Michel Scholte, director of economic research institute True Price, is one such voice. At Fruit Logistica in Berlin, he explained their recent study which found that Fairtrade banana production incurs 45 percent fewer external social and environmental costs as compared to the sector average – US$3.65 for Fairtrade versus US$6.70 for a standard 18.14kg banana box.

The study suggests most of this difference is due to the higher incomes or wages and better social security protection for Fairtrade producers.

‘A true price is the market price of a product … plus the net social and environmental externalities … across the total value chain of a product,’ says Scholte. ‘So the whole value chain should be considered.’

Scholte points out that there is ‘a global trend … in line with true pricing’, from the IMF exploring the true costs of energy to the expansion of carbon trading schemes and the global movement toward living wages and living income.

For de Peña, who leads the largest banana cooperative in the Dominican Republic, paying the true cost is common sense: ‘With externalities, I think it’s clear – you simply say there are costs, and costs need to be covered […] there just should be one definition of sustainability – it should be economically, socially and environmentally sustainable. And we should understand that sustainability has a price.’

‘Somebody is paying the price for the externalities,’ Oxfam’s Braßel emphasises. ‘It’s a damage in the society and in nature which somebody has to pay… Us as consumers or the supermarkets don’t pay for it. But somebody has to pay for it. It’s something that supermarkets could look much more into in a positive way.’

Will retailers respond?

Some retailers are rising to meet the challenge. Lidl recently began switching its entire banana supply for stores in Germany, Switzerland and Belgium to Fairtrade. Co-op was the first UK retailer to convert 100 percent of its banana supply to Fairtrade. Co-op’s Aswani feels that ‘It’s really important to articulate the positive impact that Fairtrade has had along the supply chain and bring that to life for customers… One of the things that we’ve really focused our attention on is developing long-term strategic relationships with our suppliers.’

Will other retailers follow suit, and stop the race to the bottom for ever-cheaper bananas?

When people make a choice to purchase a more sustainable banana, they are voting with their wallets and sending a message to retailers. Trade can be a powerful force for development, and consumers can push businesses to stop hiding behind the language of ‘externalities’.

For Aswani, retailers have a key role to play: ‘If we’re not having those conversations and our buyers are not receptive to listening and working on a common solution that is in the best interests of everyone in our supply chain, at the end of the day we will not have the products to sell – and that means we’re all out of business. So it’s in our interest to actually find that solution together.’

Sustaining livelihoods and bananas into the future

More needs to be done. Fairtrade is focusing on enabling workers on banana plantations to earn a living wage. This has included baseline research to understand the impact of Fairtrade for banana workers, reviews of the relevant Fairtrade Standard and Fairtrade Minimum Price, programmes and partnerships targeting improved wages and productivity, and other activities.
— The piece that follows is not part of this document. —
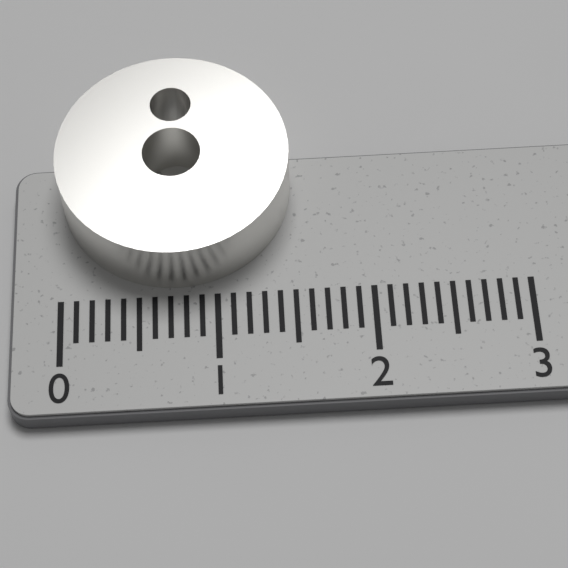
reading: 1.5 (no unit)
‘What we are doing during 2019 is introducing in Fairtrade not just that you should have a minimum salary as established by different governments … we are analyzing to have a base wage. If you are a Fairtrade certified plantation, you should always do better than just paying the minimum salary,’ explains de Peña.

It is clear that responsibility to ensure sustainable farming must be spread throughout the supply chain – if we want to keep enjoying the fruits of banana growers’ labour, we can’t pretend this is an issue for these farmers and workers alone.

‘We know that in order to survive as a business, we need to think differently,’ says Co-op’s Aswani. ‘Not everyone realizes that yet, but what I think we can do is make that argument much stronger and clearer – the business case in doing the right thing.’

Without more attention on the true costs of production, says de Peña, ‘We will really need to ask ourselves if we will have agriculture in the future… Sustainability is not an option, sustainability is a must.’